One Thing Maine, Virginia and Arizona Have in Common: Opposition to the NDAA
This week, the House Armed Services Committee has turned its attention back to the National Defense Authorization Act and began working on this year's bill. You remember last year's perversion that, for the first time in American history, codified indefinite military detention without charge or trial far from any battlefield? State legislators and activists and concerned citizens on the right and the left — and everyone in between — haven't forgotten.
On Wednesday, Arizona's state legislature sent a bill opposing the detention provisions in the NDAA to their governor. And, last week, a similar bill became law in Virginia, about a month after Maine passed a joint resolution to the same effect. Add to that list the cities and counties that have passed resolutions urging Congress to repeal the problematic provisions in the NDAA — Fairfax, Calif.; Santa Cruz, Calif.; El Paso County, Colo.; Fremont County, Colo.; Moffat County, Colo.; Weld County, Colo.; Cherokee County, Kan.; Northampton, Mass.; Alleghany County, N.C.; Macomb, N.Y.; Elk County, Pa.; and New Shoreham, R.I. — and the map starts looking awfully full. This is not a red state issue or a blue state issue or a purple state issue. A few of the resolutions are under-inclusive, but their message is still clear: across social and political lines, no one likes the idea of indefinite detention or mandatory military detention far from any battlefield. (Okay, except maybe Sen. Lindsey Graham (R-S.C.) and a few other misguided members of Congress.)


TRY IT: Each line containing the string "Sediment" should be copied out of the entries.

++++++++++++++++++++

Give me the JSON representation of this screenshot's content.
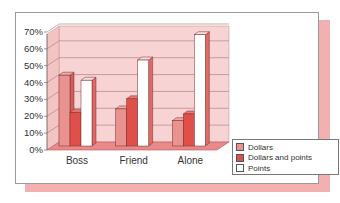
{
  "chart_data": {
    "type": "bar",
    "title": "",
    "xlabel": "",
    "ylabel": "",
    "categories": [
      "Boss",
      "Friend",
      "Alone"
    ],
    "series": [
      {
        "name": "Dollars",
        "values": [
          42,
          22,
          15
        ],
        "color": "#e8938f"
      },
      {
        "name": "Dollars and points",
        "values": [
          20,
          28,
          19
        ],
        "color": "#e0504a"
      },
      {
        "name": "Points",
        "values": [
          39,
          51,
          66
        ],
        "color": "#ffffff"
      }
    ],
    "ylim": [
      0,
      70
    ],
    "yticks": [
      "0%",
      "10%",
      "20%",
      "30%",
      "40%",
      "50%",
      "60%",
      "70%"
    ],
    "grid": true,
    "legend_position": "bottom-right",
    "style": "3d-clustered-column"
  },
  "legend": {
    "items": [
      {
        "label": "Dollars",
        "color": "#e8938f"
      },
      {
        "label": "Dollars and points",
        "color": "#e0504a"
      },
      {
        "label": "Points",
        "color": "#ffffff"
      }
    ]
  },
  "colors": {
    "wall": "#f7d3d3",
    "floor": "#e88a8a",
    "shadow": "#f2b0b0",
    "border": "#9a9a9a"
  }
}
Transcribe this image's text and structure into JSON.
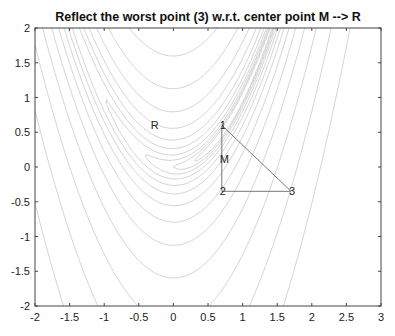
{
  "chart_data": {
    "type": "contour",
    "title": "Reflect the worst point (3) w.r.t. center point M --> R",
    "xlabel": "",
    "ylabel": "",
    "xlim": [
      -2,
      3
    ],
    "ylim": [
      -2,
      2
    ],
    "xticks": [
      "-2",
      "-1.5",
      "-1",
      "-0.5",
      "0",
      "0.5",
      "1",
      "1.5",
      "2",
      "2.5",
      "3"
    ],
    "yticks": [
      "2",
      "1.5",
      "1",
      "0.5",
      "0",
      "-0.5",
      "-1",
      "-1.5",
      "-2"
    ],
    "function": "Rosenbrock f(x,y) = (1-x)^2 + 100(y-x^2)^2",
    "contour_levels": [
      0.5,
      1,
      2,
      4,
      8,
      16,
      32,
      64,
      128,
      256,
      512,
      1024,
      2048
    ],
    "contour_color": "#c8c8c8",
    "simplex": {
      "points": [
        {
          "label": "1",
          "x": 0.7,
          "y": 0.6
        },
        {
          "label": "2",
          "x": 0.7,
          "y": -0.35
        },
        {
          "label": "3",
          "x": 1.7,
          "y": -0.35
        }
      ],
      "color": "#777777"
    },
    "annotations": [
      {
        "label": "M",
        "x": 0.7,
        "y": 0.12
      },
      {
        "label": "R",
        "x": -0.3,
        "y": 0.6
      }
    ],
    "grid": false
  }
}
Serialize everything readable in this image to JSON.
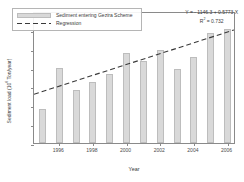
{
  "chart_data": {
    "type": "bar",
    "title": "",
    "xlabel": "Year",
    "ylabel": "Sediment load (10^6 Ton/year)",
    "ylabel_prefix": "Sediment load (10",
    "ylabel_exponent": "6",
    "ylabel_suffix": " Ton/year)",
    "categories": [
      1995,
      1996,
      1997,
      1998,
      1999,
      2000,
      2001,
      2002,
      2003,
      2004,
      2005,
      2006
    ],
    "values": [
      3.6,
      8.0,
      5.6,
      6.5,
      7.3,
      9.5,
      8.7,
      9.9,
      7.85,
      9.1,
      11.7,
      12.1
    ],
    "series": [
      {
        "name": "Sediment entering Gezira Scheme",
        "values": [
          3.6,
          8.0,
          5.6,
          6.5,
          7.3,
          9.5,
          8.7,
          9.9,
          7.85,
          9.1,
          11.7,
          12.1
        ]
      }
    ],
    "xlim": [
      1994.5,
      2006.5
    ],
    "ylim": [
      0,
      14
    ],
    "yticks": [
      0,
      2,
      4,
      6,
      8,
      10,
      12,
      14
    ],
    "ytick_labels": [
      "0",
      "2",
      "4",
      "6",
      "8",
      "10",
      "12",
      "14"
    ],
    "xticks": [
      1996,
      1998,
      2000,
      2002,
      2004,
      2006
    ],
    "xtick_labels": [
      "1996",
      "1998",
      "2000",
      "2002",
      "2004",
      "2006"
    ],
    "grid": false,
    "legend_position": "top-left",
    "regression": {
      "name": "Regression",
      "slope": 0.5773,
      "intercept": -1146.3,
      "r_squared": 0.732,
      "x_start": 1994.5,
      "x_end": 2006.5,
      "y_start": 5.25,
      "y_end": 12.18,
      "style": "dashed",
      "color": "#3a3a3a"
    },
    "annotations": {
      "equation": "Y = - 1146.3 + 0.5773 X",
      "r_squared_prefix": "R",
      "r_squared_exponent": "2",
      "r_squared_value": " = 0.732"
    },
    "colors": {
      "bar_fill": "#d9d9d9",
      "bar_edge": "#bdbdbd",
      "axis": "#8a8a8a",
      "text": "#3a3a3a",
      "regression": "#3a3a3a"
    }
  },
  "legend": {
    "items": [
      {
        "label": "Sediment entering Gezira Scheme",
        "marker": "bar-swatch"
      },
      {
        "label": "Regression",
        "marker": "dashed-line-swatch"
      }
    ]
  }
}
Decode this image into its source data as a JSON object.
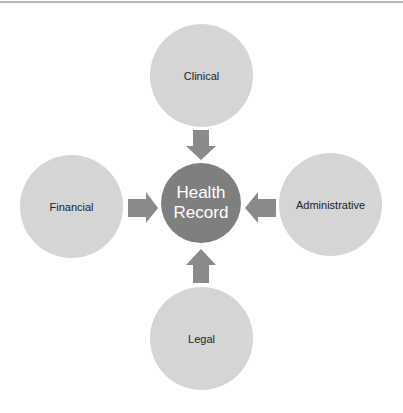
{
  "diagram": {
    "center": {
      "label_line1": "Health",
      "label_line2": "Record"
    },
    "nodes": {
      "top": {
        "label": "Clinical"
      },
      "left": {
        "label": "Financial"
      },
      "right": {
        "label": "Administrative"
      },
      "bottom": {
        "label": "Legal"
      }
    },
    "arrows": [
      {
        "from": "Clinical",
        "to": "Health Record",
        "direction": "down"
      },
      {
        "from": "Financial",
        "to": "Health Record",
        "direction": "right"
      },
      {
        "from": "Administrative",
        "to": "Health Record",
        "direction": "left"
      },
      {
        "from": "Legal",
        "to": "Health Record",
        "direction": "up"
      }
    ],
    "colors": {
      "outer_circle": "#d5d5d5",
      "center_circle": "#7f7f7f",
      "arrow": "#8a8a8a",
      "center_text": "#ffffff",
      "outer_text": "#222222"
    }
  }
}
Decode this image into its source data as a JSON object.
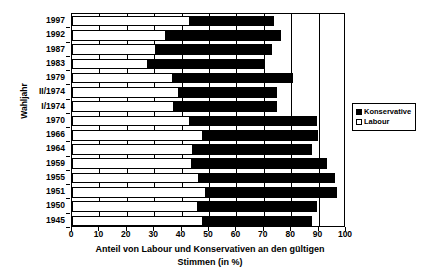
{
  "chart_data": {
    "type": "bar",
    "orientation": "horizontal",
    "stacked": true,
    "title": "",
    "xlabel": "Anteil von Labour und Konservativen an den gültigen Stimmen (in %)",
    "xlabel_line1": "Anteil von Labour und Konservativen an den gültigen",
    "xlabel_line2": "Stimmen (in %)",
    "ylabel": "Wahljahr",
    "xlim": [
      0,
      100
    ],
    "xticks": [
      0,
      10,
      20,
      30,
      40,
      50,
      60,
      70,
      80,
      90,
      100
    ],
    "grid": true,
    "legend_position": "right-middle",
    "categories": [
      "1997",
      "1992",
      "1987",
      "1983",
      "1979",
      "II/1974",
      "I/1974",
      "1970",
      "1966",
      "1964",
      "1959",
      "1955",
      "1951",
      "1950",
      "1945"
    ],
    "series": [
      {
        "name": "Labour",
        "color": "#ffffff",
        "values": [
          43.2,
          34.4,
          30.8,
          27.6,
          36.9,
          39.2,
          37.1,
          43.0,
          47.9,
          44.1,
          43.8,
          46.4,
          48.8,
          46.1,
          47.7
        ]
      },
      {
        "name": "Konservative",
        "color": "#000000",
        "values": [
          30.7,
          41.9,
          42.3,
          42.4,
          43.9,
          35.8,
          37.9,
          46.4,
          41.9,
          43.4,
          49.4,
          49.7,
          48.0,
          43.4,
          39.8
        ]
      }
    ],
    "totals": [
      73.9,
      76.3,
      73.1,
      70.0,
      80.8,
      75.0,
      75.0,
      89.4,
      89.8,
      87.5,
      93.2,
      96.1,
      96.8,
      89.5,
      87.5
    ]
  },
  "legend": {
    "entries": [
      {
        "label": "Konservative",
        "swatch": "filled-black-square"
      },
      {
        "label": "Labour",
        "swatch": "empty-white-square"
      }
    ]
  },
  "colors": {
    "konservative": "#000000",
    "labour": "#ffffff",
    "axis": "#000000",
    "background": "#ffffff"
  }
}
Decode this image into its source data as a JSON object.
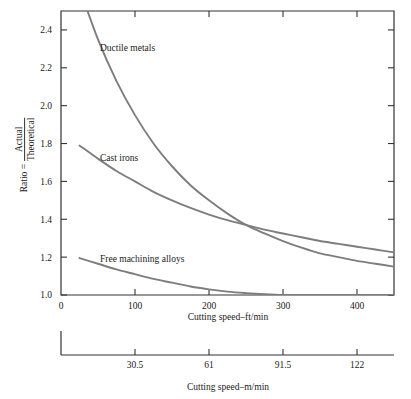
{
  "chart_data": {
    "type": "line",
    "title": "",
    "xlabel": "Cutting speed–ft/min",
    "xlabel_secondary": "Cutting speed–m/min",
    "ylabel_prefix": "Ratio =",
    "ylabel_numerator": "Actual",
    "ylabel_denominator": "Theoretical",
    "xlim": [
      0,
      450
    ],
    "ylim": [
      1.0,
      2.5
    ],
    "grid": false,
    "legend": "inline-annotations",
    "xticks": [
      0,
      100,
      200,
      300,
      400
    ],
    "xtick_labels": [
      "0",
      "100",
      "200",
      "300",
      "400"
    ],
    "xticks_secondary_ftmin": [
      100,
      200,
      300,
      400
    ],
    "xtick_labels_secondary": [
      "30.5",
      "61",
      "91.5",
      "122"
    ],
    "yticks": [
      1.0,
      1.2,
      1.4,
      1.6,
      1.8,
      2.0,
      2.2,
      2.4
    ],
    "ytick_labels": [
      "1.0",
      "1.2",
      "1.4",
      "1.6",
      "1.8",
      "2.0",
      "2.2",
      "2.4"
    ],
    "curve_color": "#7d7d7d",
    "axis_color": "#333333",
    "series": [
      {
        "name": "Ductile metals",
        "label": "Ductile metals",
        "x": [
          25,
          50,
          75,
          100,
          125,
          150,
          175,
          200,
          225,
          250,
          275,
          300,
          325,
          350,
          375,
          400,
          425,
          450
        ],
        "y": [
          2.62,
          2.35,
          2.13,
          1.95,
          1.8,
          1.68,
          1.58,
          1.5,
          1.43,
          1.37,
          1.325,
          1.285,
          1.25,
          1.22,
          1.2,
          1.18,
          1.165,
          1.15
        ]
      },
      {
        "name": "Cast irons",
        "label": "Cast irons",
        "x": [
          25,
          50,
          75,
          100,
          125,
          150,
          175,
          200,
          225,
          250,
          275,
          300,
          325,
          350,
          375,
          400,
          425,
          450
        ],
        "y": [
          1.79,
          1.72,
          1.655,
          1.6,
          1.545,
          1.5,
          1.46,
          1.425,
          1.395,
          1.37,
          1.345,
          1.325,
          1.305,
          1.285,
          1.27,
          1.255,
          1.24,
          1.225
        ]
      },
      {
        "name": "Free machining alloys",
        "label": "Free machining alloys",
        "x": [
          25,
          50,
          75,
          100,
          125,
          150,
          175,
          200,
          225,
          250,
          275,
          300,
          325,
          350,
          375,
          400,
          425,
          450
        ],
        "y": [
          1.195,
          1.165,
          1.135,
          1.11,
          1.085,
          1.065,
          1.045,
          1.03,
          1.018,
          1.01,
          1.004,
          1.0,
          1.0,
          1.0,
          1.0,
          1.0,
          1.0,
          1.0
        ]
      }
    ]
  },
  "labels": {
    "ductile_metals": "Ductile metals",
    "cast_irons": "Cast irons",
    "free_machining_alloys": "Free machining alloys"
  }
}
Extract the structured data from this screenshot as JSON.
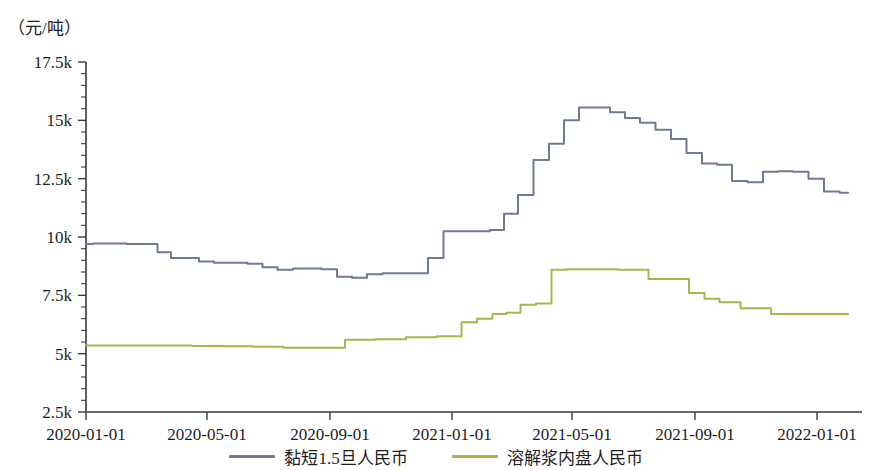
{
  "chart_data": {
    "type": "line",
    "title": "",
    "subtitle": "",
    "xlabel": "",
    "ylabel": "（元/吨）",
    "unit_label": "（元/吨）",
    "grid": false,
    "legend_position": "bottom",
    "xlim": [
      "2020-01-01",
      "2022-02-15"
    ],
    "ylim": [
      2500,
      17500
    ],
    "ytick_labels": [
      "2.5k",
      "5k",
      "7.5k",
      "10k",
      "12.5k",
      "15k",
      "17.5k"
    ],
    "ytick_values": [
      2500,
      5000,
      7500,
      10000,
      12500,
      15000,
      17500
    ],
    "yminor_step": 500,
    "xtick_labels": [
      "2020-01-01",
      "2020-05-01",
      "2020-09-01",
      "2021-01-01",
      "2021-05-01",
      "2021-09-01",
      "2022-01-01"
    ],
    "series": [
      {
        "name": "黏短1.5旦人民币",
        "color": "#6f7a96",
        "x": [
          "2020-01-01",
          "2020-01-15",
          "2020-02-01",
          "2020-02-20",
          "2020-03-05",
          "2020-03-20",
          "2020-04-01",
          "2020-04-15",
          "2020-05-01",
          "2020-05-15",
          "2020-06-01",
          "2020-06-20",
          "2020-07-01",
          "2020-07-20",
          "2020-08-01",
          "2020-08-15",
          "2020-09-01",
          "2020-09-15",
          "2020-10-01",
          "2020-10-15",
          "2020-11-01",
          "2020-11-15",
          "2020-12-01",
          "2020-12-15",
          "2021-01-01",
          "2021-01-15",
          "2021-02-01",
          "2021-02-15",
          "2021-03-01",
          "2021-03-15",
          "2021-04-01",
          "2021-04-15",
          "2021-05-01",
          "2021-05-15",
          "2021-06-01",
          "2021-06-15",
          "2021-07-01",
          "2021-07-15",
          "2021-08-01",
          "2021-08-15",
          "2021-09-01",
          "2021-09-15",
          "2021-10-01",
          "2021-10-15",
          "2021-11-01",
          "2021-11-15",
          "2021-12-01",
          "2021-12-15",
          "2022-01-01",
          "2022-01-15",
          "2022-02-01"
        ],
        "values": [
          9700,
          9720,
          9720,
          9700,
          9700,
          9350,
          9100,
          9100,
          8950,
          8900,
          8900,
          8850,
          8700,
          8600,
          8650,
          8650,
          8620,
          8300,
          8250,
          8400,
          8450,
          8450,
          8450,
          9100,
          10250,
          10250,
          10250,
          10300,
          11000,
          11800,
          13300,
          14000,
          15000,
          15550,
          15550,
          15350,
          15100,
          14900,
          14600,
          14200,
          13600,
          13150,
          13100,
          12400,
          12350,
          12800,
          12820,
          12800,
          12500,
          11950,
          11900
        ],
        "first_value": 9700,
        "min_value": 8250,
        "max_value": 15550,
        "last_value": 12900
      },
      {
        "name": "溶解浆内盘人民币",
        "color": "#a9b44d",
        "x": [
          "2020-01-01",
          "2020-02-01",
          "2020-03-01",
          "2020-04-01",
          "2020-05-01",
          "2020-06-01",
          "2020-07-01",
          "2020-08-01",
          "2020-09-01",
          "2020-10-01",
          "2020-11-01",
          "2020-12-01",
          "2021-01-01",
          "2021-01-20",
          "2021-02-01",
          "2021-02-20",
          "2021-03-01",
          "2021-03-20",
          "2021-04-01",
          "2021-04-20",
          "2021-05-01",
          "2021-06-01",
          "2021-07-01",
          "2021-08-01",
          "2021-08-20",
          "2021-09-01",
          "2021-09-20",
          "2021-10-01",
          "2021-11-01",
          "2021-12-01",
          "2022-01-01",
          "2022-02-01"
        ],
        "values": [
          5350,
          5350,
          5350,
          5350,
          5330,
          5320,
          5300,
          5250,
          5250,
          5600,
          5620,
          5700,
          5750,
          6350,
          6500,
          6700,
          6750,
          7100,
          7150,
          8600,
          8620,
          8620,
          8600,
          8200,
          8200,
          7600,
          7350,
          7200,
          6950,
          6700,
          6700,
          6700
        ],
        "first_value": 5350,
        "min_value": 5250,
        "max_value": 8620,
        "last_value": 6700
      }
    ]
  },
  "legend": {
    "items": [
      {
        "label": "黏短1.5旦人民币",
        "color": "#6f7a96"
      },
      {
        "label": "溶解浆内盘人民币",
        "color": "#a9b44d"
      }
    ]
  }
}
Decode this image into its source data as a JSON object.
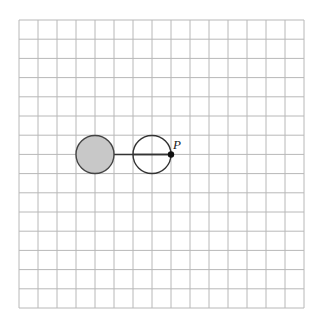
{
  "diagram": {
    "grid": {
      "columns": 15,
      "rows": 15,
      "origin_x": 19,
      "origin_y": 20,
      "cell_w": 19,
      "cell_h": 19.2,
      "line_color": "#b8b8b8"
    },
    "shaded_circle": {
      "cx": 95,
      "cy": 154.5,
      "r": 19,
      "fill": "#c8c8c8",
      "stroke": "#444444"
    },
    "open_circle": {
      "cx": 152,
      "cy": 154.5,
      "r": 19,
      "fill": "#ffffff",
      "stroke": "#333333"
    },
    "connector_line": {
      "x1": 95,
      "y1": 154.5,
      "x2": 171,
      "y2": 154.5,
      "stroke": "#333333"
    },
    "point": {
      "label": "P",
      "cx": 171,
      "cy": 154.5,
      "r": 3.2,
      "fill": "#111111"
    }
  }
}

++++++++++++++++++++

ANSWER AREA:
    "ylabel": "Sediment load (10^6 Ton/year)",
    "ylabel_prefix": "Sediment load (10",
        "name": "Sediment entering Gezira Scheme",
        "label": "Sediment entering Gezira Scheme",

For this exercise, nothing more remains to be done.